Graduate recruitment agencies would have been concerned by the government’s willingness to cut unprotected division’s by 25% over the next 4 years.
With 39,000 public sector `non- frontline` jobs filled by UK graduates yearly, then even if just a fifth of these jobs were lost due to funding that would double the amount of graduate unemployment. This warning came as 1 in 10 graduates failed to find work last summer in the midst of the recession.
The findings that came from the Higher Education Statistic Agency, also showed that the number of graduates working after 6 months dropped from 62% to 59%, that is around an addition 6,000 graduates.

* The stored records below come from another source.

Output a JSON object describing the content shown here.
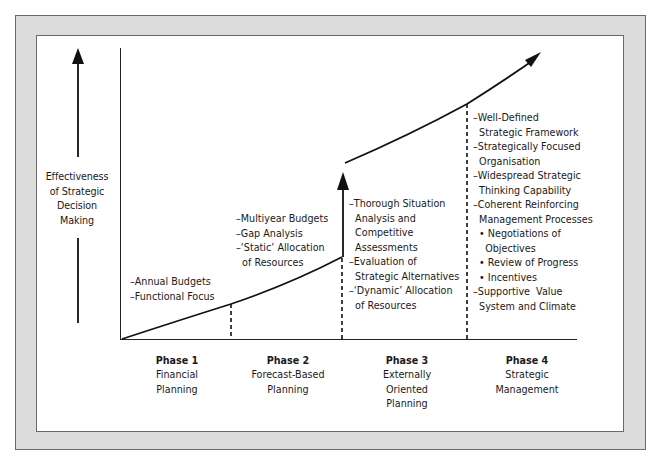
{
  "y_axis": {
    "label": "Effectiveness\nof Strategic\nDecision\nMaking"
  },
  "phases": [
    {
      "title": "Phase 1",
      "name": "Financial\nPlanning",
      "characteristics": [
        "–Annual Budgets",
        "–Functional Focus"
      ]
    },
    {
      "title": "Phase 2",
      "name": "Forecast-Based\nPlanning",
      "characteristics": [
        "–Multiyear Budgets",
        "–Gap Analysis",
        "–‘Static’ Allocation",
        "  of Resources"
      ]
    },
    {
      "title": "Phase 3",
      "name": "Externally\nOriented\nPlanning",
      "characteristics": [
        "–Thorough Situation",
        "  Analysis and",
        "  Competitive",
        "  Assessments",
        "–Evaluation of",
        "  Strategic Alternatives",
        "–‘Dynamic’ Allocation",
        "  of Resources"
      ]
    },
    {
      "title": "Phase 4",
      "name": "Strategic\nManagement",
      "characteristics": [
        "–Well-Defined",
        "  Strategic Framework",
        "–Strategically Focused",
        "  Organisation",
        "–Widespread Strategic",
        "  Thinking Capability",
        "–Coherent Reinforcing",
        "  Management Processes",
        "  • Negotiations of",
        "    Objectives",
        "  • Review of Progress",
        "  • Incentives",
        "–Supportive  Value",
        "  System and Climate"
      ]
    }
  ],
  "colors": {
    "frame": "#dcdcdc",
    "border": "#6a6a6a",
    "line": "#111111",
    "panel": "#ffffff"
  }
}
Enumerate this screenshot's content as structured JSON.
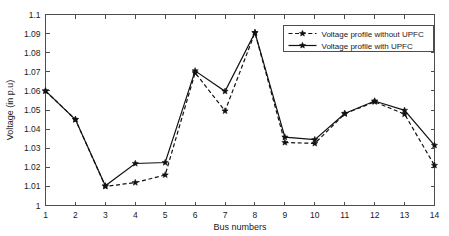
{
  "chart_data": {
    "type": "line",
    "title": "",
    "xlabel": "Bus numbers",
    "ylabel": "Voltage (in p.u)",
    "x": [
      1,
      2,
      3,
      4,
      5,
      6,
      7,
      8,
      9,
      10,
      11,
      12,
      13,
      14
    ],
    "xticklabels": [
      "1",
      "2",
      "3",
      "4",
      "5",
      "6",
      "7",
      "8",
      "9",
      "10",
      "11",
      "12",
      "13",
      "14"
    ],
    "yticklabels": [
      "1",
      "1.01",
      "1.02",
      "1.03",
      "1.04",
      "1.05",
      "1.06",
      "1.07",
      "1.08",
      "1.09",
      "1.1"
    ],
    "ytickvalues": [
      1,
      1.01,
      1.02,
      1.03,
      1.04,
      1.05,
      1.06,
      1.07,
      1.08,
      1.09,
      1.1
    ],
    "xlim": [
      1,
      14
    ],
    "ylim": [
      1,
      1.1
    ],
    "grid": false,
    "legend_position": "top-right",
    "series": [
      {
        "name": "Voltage profile without UPFC",
        "style": "dashed",
        "marker": "star",
        "color": "#111111",
        "values": [
          1.06,
          1.045,
          1.01,
          1.012,
          1.016,
          1.0695,
          1.0495,
          1.0905,
          1.033,
          1.0325,
          1.048,
          1.0543,
          1.0478,
          1.021
        ]
      },
      {
        "name": "Voltage profile with UPFC",
        "style": "solid",
        "marker": "star",
        "color": "#111111",
        "values": [
          1.06,
          1.045,
          1.0103,
          1.022,
          1.0225,
          1.0705,
          1.0598,
          1.0905,
          1.0358,
          1.0345,
          1.0482,
          1.0547,
          1.0498,
          1.0315
        ]
      }
    ]
  }
}
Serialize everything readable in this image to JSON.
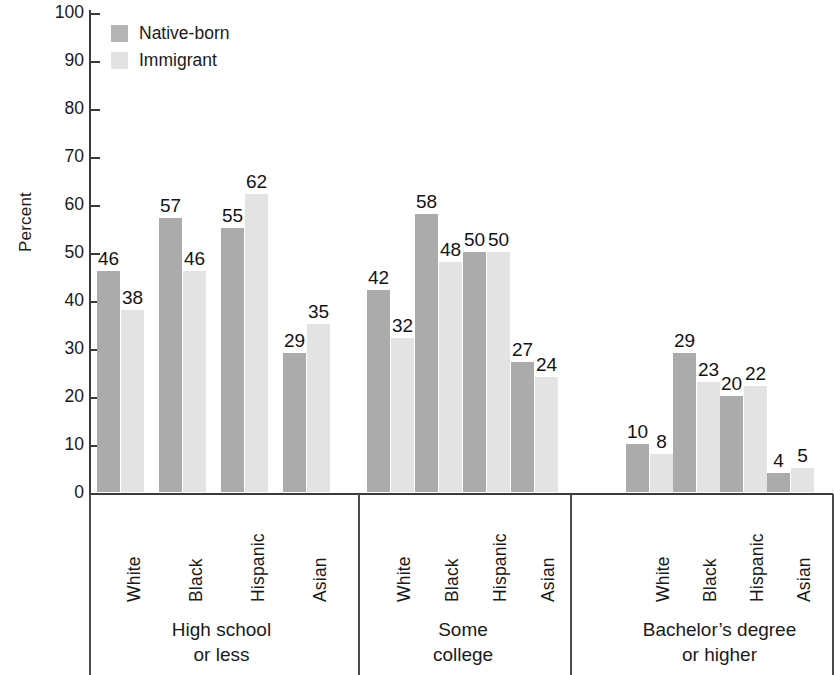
{
  "chart_data": {
    "type": "bar",
    "title": "",
    "xlabel": "",
    "ylabel": "Percent",
    "ylim": [
      0,
      100
    ],
    "ytick_step": 10,
    "yticks": [
      100,
      90,
      80,
      70,
      60,
      50,
      40,
      30,
      20,
      10,
      0
    ],
    "grid": false,
    "legend_position": "top-left",
    "orientation": "vertical",
    "groups": [
      {
        "title_line1": "High school",
        "title_line2": "or less",
        "categories": [
          "White",
          "Black",
          "Hispanic",
          "Asian"
        ],
        "series": [
          {
            "name": "Native-born",
            "values": [
              46,
              57,
              55,
              29
            ]
          },
          {
            "name": "Immigrant",
            "values": [
              38,
              46,
              62,
              35
            ]
          }
        ]
      },
      {
        "title_line1": "Some",
        "title_line2": "college",
        "categories": [
          "White",
          "Black",
          "Hispanic",
          "Asian"
        ],
        "series": [
          {
            "name": "Native-born",
            "values": [
              42,
              58,
              50,
              27
            ]
          },
          {
            "name": "Immigrant",
            "values": [
              32,
              48,
              50,
              24
            ]
          }
        ]
      },
      {
        "title_line1": "Bachelor’s degree",
        "title_line2": "or higher",
        "categories": [
          "White",
          "Black",
          "Hispanic",
          "Asian"
        ],
        "series": [
          {
            "name": "Native-born",
            "values": [
              10,
              29,
              20,
              4
            ]
          },
          {
            "name": "Immigrant",
            "values": [
              8,
              23,
              22,
              5
            ]
          }
        ]
      }
    ],
    "colors": {
      "native_born": "#ababab",
      "immigrant": "#e3e3e3",
      "axis": "#3a3a3a",
      "text": "#141414",
      "background": "#ffffff"
    }
  },
  "legend": {
    "items": [
      {
        "label": "Native-born",
        "swatch": "native"
      },
      {
        "label": "Immigrant",
        "swatch": "immigrant"
      }
    ]
  },
  "axis": {
    "y_title": "Percent"
  }
}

It was also shown that there was an increase in the number of graduates that took up further studies.
I obviously take this news with concern but of course with a certain realisation, just because the cuts will be happening in the public sector we have no way of knowing if the private sector could accommodate these individuals. The key to any economy is forward thinking people and that is what graduates can supply. I believe that although there would be areas of detrimental affect from this budget, other gateways will open.
Universities minister David Willets said that these figures show that employers are continuing to recruit graduates in large numbers.
Oil and gas recruitment agencies would have heard yesterday, the Senior BP executive addressing the staff in Aberdeen reassuring them that there jobs and the North Sea operations will be safe and BP have no plans to stop this.
The main worry was that with Mexico crises now nearing £2.65 billion may affect other areas of BP operations. BP reaffirmed that they are still on track to deal with the crises and believe they will meet the timeframe of 3 months but this will not cause them to sell assets to fund this such as the North Sea operation.
Elsewhere BP is still going ahead with there Russian venture, which again will not be affected by the Mexico crises.